The economy is built on trust; consumers want to have confidence that the product they purchase will deliver as advertised. Businesses want loyal, honest customers, not those who scam the system for a better deal. For capitalism to flourish, a baseline of morality must be met.
It’s easy for some to scam a large faceless corporation and feel no remorse. The CEO might make more in a year than an average American makes in a lifetime. Yet the CEO is not the one affected; it’s likely a low-level employee struggling to make ends meet—often the same type of person who does the scamming.

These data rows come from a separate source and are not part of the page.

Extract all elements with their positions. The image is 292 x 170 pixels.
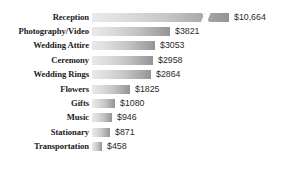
- bar-area: $946: [92, 111, 292, 125]
- value-label: $3821: [170, 27, 199, 36]
- bar: [92, 113, 112, 122]
- value-label: $2958: [153, 56, 182, 65]
- value-label: $1080: [115, 99, 144, 108]
- bar: [92, 41, 155, 50]
- bar: [92, 142, 102, 151]
- value-label: $458: [102, 142, 127, 151]
- bar: [92, 13, 229, 22]
- category-label: Photography/Video: [0, 27, 92, 36]
- value-label: $3053: [155, 41, 184, 50]
- category-label: Reception: [0, 13, 92, 22]
- category-label: Transportation: [0, 142, 92, 151]
- category-label: Ceremony: [0, 56, 92, 65]
- bar-row: Photography/Video$3821: [0, 24, 292, 38]
- bar: [92, 128, 110, 137]
- horizontal-bar-chart: Reception$10,664Photography/Video$3821We…: [0, 0, 292, 170]
- bar-area: $3821: [92, 24, 292, 38]
- value-label: $1825: [130, 85, 159, 94]
- value-label: $10,664: [229, 13, 266, 22]
- category-label: Gifts: [0, 99, 92, 108]
- bar-area: $2864: [92, 68, 292, 82]
- category-label: Wedding Attire: [0, 41, 92, 50]
- bar-row: Stationary$871: [0, 125, 292, 139]
- value-label: $871: [110, 128, 135, 137]
- bar: [92, 99, 115, 108]
- value-label: $2864: [151, 70, 180, 79]
- bar-area: $3053: [92, 39, 292, 53]
- bar: [92, 56, 153, 65]
- category-label: Wedding Rings: [0, 70, 92, 79]
- bar-row: Transportation$458: [0, 140, 292, 154]
- category-label: Music: [0, 113, 92, 122]
- category-label: Flowers: [0, 85, 92, 94]
- bar-area: $2958: [92, 53, 292, 67]
- bar-row: Flowers$1825: [0, 82, 292, 96]
- value-label: $946: [112, 113, 137, 122]
- bar-row: Reception$10,664: [0, 10, 292, 24]
- bar-row: Gifts$1080: [0, 96, 292, 110]
- bar-area: $10,664: [92, 10, 292, 24]
- bar-row: Wedding Rings$2864: [0, 68, 292, 82]
- bar-row: Ceremony$2958: [0, 53, 292, 67]
- bar-area: $1080: [92, 96, 292, 110]
- bar: [92, 27, 170, 36]
- bar: [92, 85, 130, 94]
- bar-area: $1825: [92, 82, 292, 96]
- bar-row: Wedding Attire$3053: [0, 39, 292, 53]
- axis-break-icon: [202, 12, 209, 23]
- bar: [92, 70, 151, 79]
- bar-area: $458: [92, 140, 292, 154]
- bar-area: $871: [92, 125, 292, 139]
- bar-row: Music$946: [0, 111, 292, 125]
- bar-rows: Reception$10,664Photography/Video$3821We…: [0, 10, 292, 154]
- category-label: Stationary: [0, 128, 92, 137]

A customer service representative for the same faceless corporation who works remotely has little incentive to help a frustrated customer who may be having a bad day. It’s easier for the representative to transfer them around the office or tell them they can’t help solve their problem. What can the customer do? There is usually no store to visit, and even if there is, they are likely directed back to the phone or online. There is no manager to speak with and little chance of getting their problem resolved. This experience might lead the customer to scam the company at the next opportunity.
But what if the customer and the company were closer together? What if the customer knew the owner and the employees, and invested in the company?
The Age of Stewardship would restore a two-way circulation of wealth by restoring trust. By adding smaller markets, the larger market can grow. Think of the economy as a set of layers, not one flat market. Layer one would be the local productive economies, and layer two the national capital markets. Local markets would not be isolated; they would interface upward. This system would create a horizontal multiplier where investment multiplies jobs, jobs multiply wages, wages multiply spending, and spending multiplies reinvestment. It would also create a vertical multiplier where local funds invest upward into national growth and return as dividends, pensions, and capital gains, which are reinvested into local expansion.
Balancing capital markets would increase opportunity, spur innovation, and increase consumer confidence. In the Age of Stewardship, the customer is empowered, and ownership is valued. By restructuring the capitalist system to reflect human behavior—cooperative, relational, and reputational—markets reward responsibility instead of rent. Virtue overpowers vice, and growth replaces stagnation.
Capitalism doesn’t cause inequality; greed and passivity do. Capitalism gives people the freedom to build markets that reflect the times. The Age of Chaos is ending; it’s time for a new generation to make its mark on the world. Who do we want to be?